Books from Rugby School library in sale
Selected books from the library of Rugby School in Warwickshire, one of England’s oldest independent schools, will go under the hammer next month at Forum Auctions.
The sale will feature some 300 titles across a wide range of subjects, from horsemanship, duelling and mountaineering; botany, to horticulture and ornithology; sermons and proclamations; jurisprudence and military history; psalms and poetry and maps.
Elsewhere in the sale, other titles of note include early editions of Miguel de Cervantes’ Don Quixote and Daniel Defoe’s Robinson Crusoe. There is also a first edition of A Christmas Carol and a rare 1685 edition of William Shakespeare’s Comedies, Histories and Tragedies.
The sale also features a timely sermon ‘for preserving these kingdoms from the plague’ written by Englishman Samuel Towers after the Great Plague of Marseilles which raged from 1720-22 and claimed some 100,000 lives.
Many of the books come from the library of Matthew Holbeche Bloxam, who attended Rugby School from 1813 to 1821. He became an amateur historian, a genealogist, archaeologist, naturalist, antiquarian, art-collector, a noted architectural historian.
The Governing Body of Rugby School said that the decision to sell the books was two-fold: they believe the books deserve to be preserved, stored – and enjoyed – in specialist conditions; and as a registered charity the school is committed to use its resources to benefit current and future students.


■ **Task directions**: Scan the records below and copy every line that contains the string "first".

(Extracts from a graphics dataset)
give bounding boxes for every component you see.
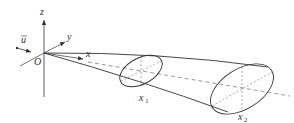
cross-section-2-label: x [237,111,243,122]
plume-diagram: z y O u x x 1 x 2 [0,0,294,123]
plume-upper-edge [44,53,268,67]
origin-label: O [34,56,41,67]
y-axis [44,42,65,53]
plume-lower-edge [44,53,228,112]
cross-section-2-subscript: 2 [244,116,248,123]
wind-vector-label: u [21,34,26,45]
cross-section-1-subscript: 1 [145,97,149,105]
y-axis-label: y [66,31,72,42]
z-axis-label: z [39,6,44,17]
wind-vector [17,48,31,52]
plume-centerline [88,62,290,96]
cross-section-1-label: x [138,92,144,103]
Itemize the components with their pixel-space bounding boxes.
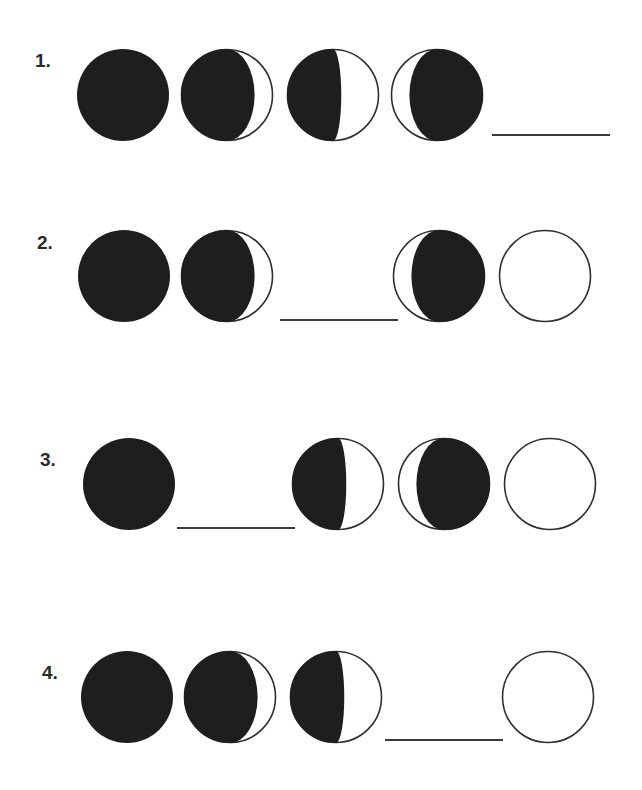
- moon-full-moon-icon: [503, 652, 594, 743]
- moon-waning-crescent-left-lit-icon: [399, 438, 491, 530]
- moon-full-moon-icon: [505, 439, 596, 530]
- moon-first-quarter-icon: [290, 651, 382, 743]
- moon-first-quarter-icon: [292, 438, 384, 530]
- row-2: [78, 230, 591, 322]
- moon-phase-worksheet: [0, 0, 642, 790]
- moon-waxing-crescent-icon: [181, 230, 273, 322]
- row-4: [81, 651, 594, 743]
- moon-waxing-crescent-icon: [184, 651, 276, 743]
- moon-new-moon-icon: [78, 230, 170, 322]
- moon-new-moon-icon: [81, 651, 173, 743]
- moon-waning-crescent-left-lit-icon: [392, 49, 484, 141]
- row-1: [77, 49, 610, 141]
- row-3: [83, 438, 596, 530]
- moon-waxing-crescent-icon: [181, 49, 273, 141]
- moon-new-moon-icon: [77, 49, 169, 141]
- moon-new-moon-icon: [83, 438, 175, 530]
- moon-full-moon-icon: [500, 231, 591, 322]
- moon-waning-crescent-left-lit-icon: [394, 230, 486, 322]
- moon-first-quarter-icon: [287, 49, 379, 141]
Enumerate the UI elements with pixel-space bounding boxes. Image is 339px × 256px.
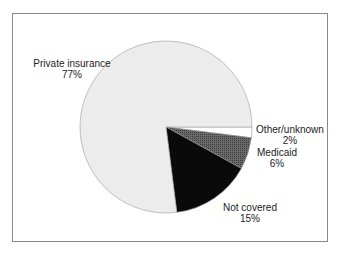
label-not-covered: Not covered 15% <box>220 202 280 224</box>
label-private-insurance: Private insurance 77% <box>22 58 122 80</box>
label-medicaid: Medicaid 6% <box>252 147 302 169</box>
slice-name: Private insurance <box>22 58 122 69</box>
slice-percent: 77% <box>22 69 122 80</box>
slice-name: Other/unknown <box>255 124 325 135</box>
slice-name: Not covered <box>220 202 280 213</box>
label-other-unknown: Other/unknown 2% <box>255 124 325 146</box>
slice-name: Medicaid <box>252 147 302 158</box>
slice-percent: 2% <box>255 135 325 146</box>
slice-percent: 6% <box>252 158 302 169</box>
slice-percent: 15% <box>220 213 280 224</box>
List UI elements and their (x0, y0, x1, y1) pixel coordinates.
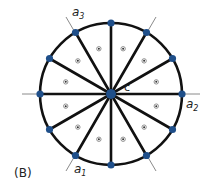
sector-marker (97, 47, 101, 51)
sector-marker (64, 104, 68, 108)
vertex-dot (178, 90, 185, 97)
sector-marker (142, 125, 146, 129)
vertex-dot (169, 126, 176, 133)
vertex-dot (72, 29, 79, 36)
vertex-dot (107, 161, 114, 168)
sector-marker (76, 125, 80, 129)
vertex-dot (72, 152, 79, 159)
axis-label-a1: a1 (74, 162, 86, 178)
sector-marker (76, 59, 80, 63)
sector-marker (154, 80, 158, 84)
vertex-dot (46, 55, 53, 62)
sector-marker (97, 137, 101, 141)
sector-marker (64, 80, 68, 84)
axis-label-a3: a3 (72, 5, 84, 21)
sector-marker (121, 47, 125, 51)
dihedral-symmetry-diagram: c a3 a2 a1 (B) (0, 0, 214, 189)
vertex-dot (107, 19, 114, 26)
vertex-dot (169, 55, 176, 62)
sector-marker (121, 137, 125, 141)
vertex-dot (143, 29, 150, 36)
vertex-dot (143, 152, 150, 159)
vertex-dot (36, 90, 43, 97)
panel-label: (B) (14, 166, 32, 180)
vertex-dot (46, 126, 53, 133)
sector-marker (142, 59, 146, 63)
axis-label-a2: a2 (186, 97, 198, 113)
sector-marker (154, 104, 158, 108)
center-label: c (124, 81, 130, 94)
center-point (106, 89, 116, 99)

■ **Problem solution**:
- moon-first-quarter-icon: [290, 651, 382, 743]
- moon-first-quarter-icon: [292, 438, 384, 530]
- moon-first-quarter-icon: [287, 49, 379, 141]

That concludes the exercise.